The other Sarah Tucker. That’s the way I think of the girl you were then. The other Sarah Tucker.’

  That wasn’t the other Sarah Tucker. This is the other one. That one was me!

  ‘Better now, though. Everything’s all right now.’

  She could feel him growing against her. He rarely spoke about how they’d met, the times she’d cooled him off, but when he did, it invariably turned him on. It was as if, after all these years of making love, he still wanted to fuck the one who got away.

  My diaphragm, she said. She could have sworn she said it aloud. I won’t be a minute.

  Mark, it seemed, didn’t have a minute to spare.

  III

  Blue pills at night to ease Sarah’s fright. Red pills on waking to quiet her shaking. They worked, though soon this became less important than their function as reminders, little nudges, of the world that waited for her when she ceased to take them. The world she’d fallen off once already. As the days went that world grew fuzzy at the edges, but this might have been the aftereffects of shock rather than tranquillized stupor. So she told herself, and the calm the pills brought made it easier to believe. A spark of surviving cynicism flared into occasional life, to point out that anything the pills helped her believe was not to be trusted, but the voice itself hardly inspired faith; squeaking in the early hours, or while she was coming round from her afternoon nap. Mostly, she ignored it. Mostly, she got by.

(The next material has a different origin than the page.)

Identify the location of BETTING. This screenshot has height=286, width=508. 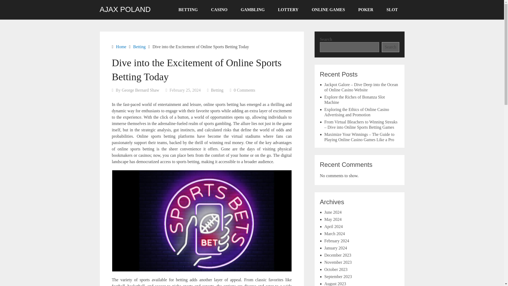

  Simon solved her problems. Police contact was minimal. She signed a statement saying that the cocaine in her possession had come from Joe Silvermann; that she had twice bought drugs from him; had met him in a pub. This co-operation, Simon assured her, effectively ended official interest in her. He smoothed a hand back over his pate as he spoke. He was the only man she had ever heard use the expression ‘totty’, and this was what she was thinking of when she failed utterly to thank him, leaving Mark to do so with that look of exasperated patience rapidly becoming his trademark. Little fragments of memory kept doing that; jolting loose at inappropriate times. Mostly, they were of no relevance. Sometimes they concerned Joe, but even these were usually painless.